Gregory McMichael, 64, and his son Travis, 34, were taken into custody Thursday night for the murder of 25-year-old Ahmaud Arbery, killed on February 23 in Brunswick, in the southern United States segregationist. The affair caused a lot of excitement in a country regularly shaken by racial violence. 

The evidence was "more than enough" to charge two white men for the murder of a young black jogger, US state police said on Friday, without explaining why it took 74 days to arrest them.

"Is it illegal to be black?"

Gregory McMichael, 64, and his son Travis, 34, were taken into custody Thursday night for the murder of 25-year-old Ahmaud Arbery, killed on February 23 in Brunswick, in the southern United States segregationist. The affair caused a lot of excitement in a country regularly shaken by racial violence.

Hundreds of demonstrators, their faces covered in masks to protect themselves from the new coronavirus, gathered in the city court to demand justice. "Is it illegal to be black and jog?" Read one of the signs held up in the crowd. Because of the pandemic, the mobilization moved on social networks, where Internet users multiplied the messages under photos in sportswear with the hashtag #IRunWithMaud ("I run with Maud" - the nickname of the young man) .

Investigations focused on the murder

At a press conference, the Georgia police chief, whose services were seized on Tuesday evening after the broadcast of a video of the crime, estimated that the elements to charge the two suspects were "more than enough". In 36 hours, his teams made the arrests, said Vic Reynolds: "It says it all."

The investigation is not over and further arrests are possible, he added. The man who filmed the scene is of particular interest to investigators. But the investigations will focus on the murder only, Vic Reynolds assured, excluding from being interested in the reasons why the local police and the prosecutors did not act more quickly.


TASK INSTRUCTIONS: Reproduce, exactly and in full, the lines from the one with "This screenshot has width=709, height=350." through the one with "Find the location" in the data below; drop pictures.

(SOURCE MATERIAL Opens)

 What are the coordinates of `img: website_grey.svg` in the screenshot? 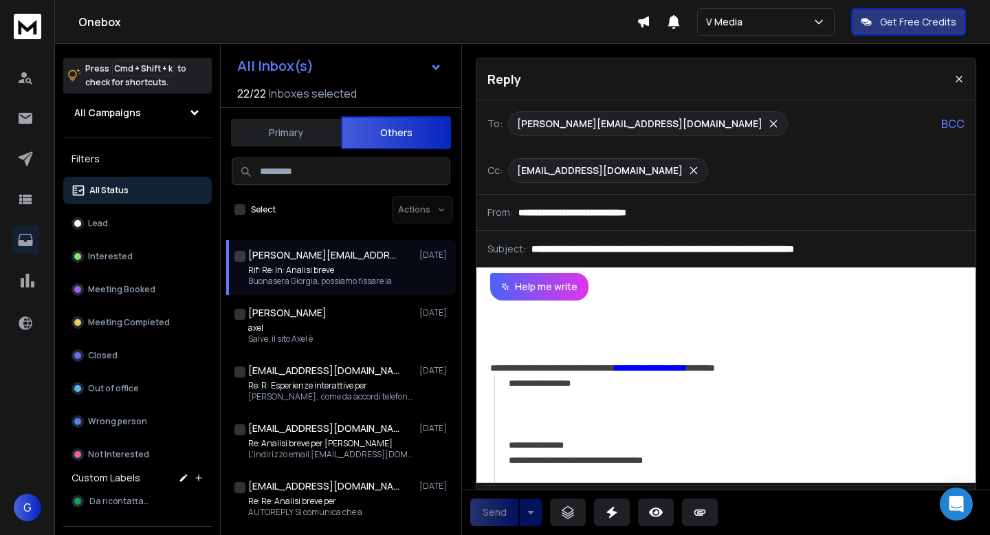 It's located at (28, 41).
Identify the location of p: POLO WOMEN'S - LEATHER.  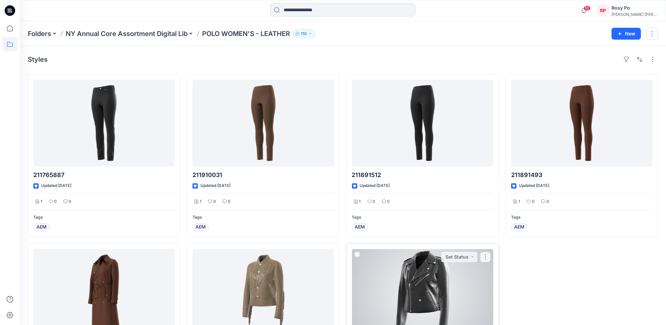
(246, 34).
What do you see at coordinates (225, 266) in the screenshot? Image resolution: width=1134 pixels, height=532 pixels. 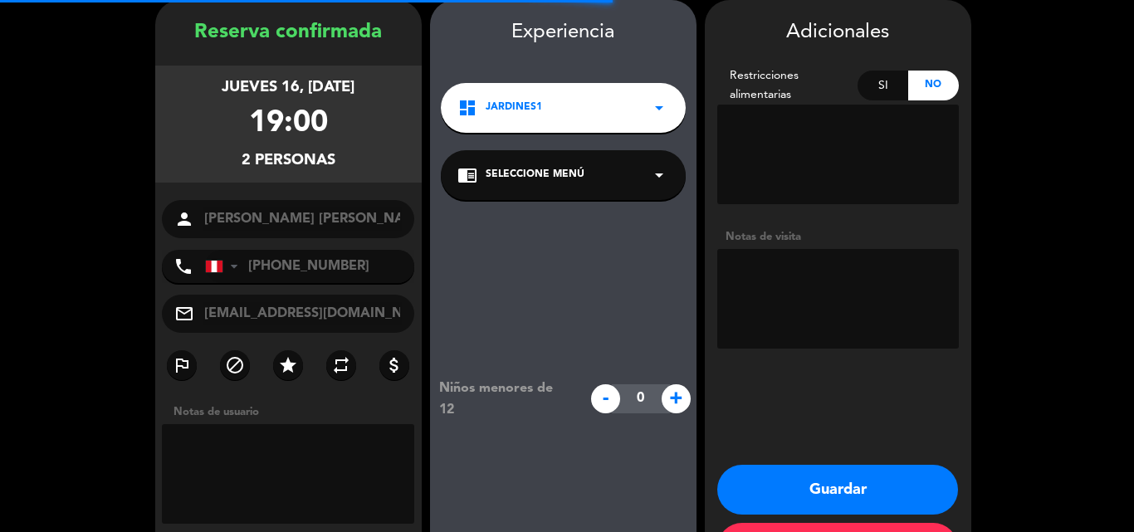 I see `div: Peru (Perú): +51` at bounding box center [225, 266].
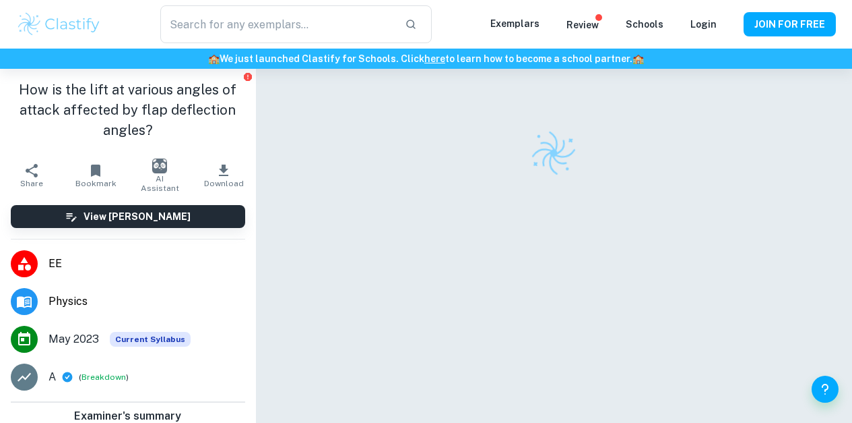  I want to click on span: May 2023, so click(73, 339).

(SOURCE MATERIAL Closes)
(SOURCE MATERIAL Opens)

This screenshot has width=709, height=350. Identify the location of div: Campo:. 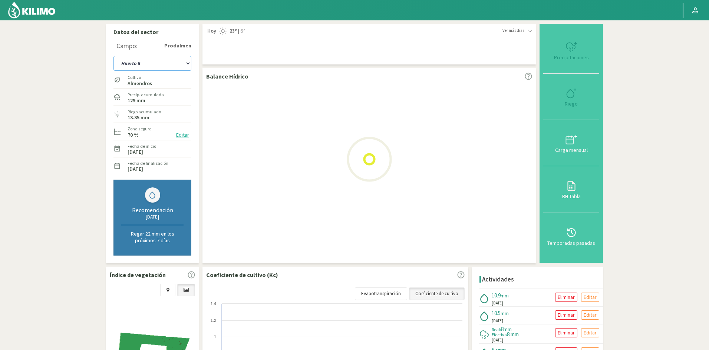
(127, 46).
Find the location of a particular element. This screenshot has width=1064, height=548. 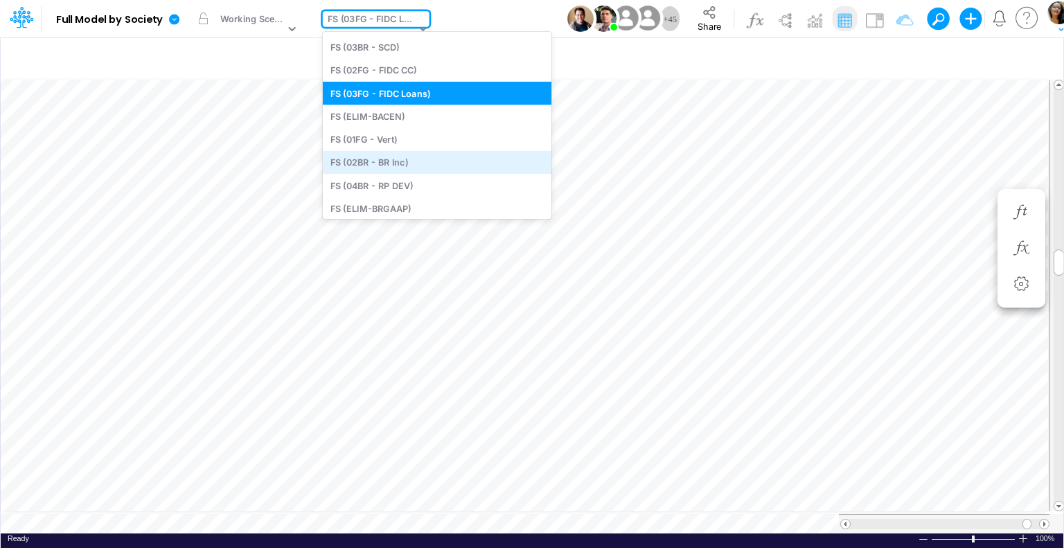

(SOURCE MATERIAL Closes)
(SOURCE MATERIAL Opens)

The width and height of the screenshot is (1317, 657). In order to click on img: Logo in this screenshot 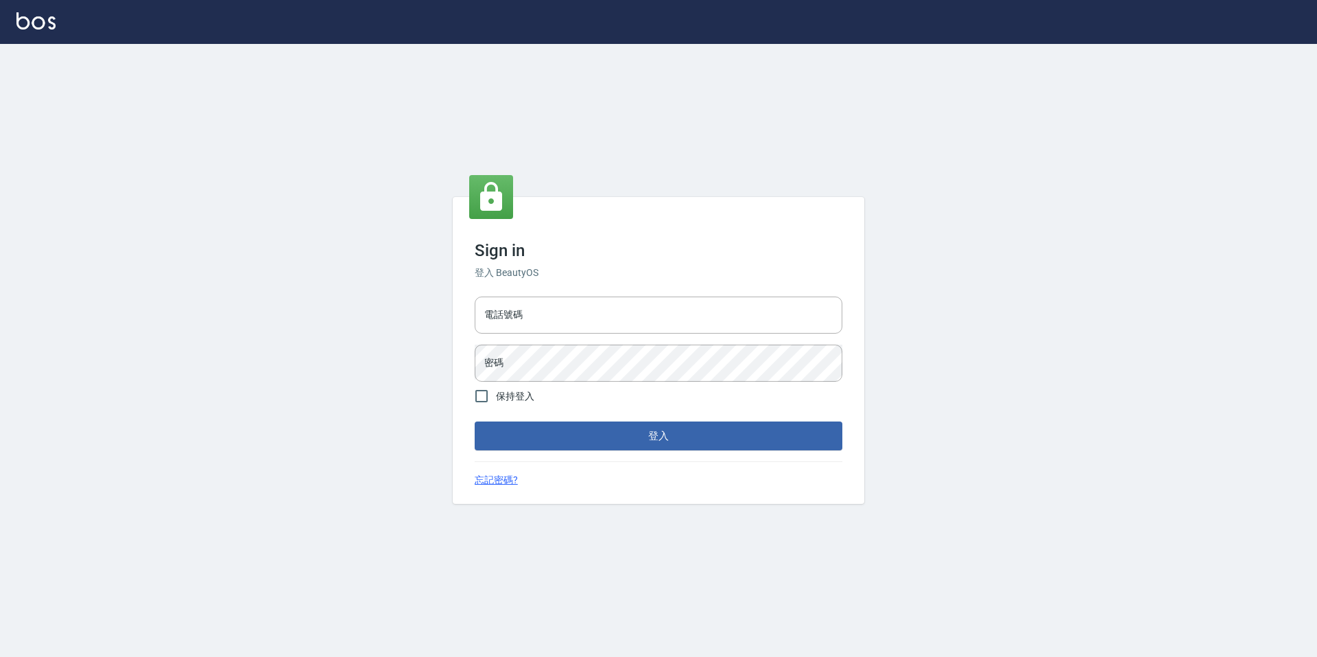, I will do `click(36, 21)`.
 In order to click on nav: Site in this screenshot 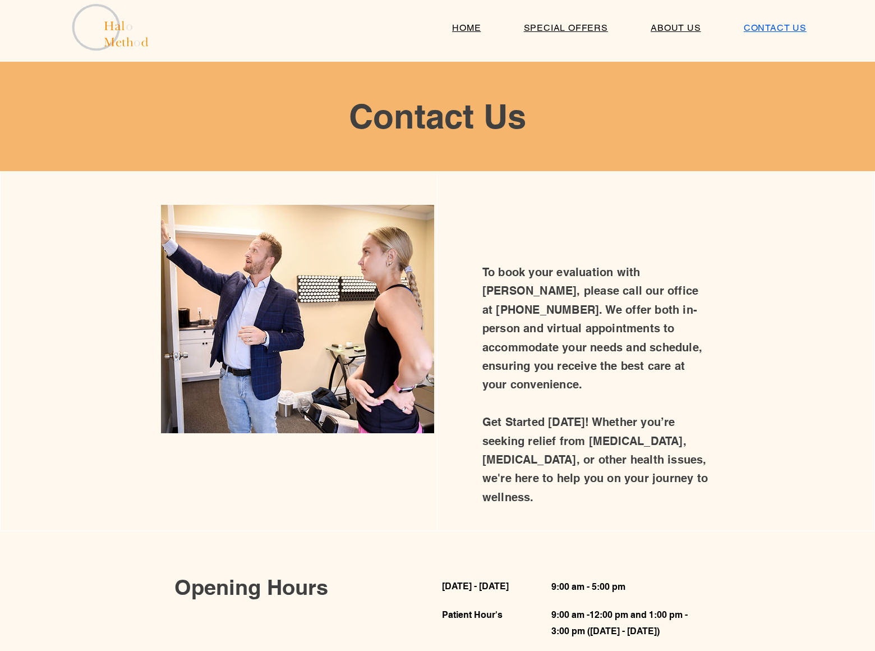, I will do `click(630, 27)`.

(SOURCE MATERIAL Closes)

WRITTEN SOLUTION:
This screenshot has width=709, height=350. Identify the location of div: Campo:. 
(127, 46).
Find the location of a particular element. This screenshot has width=1064, height=548. 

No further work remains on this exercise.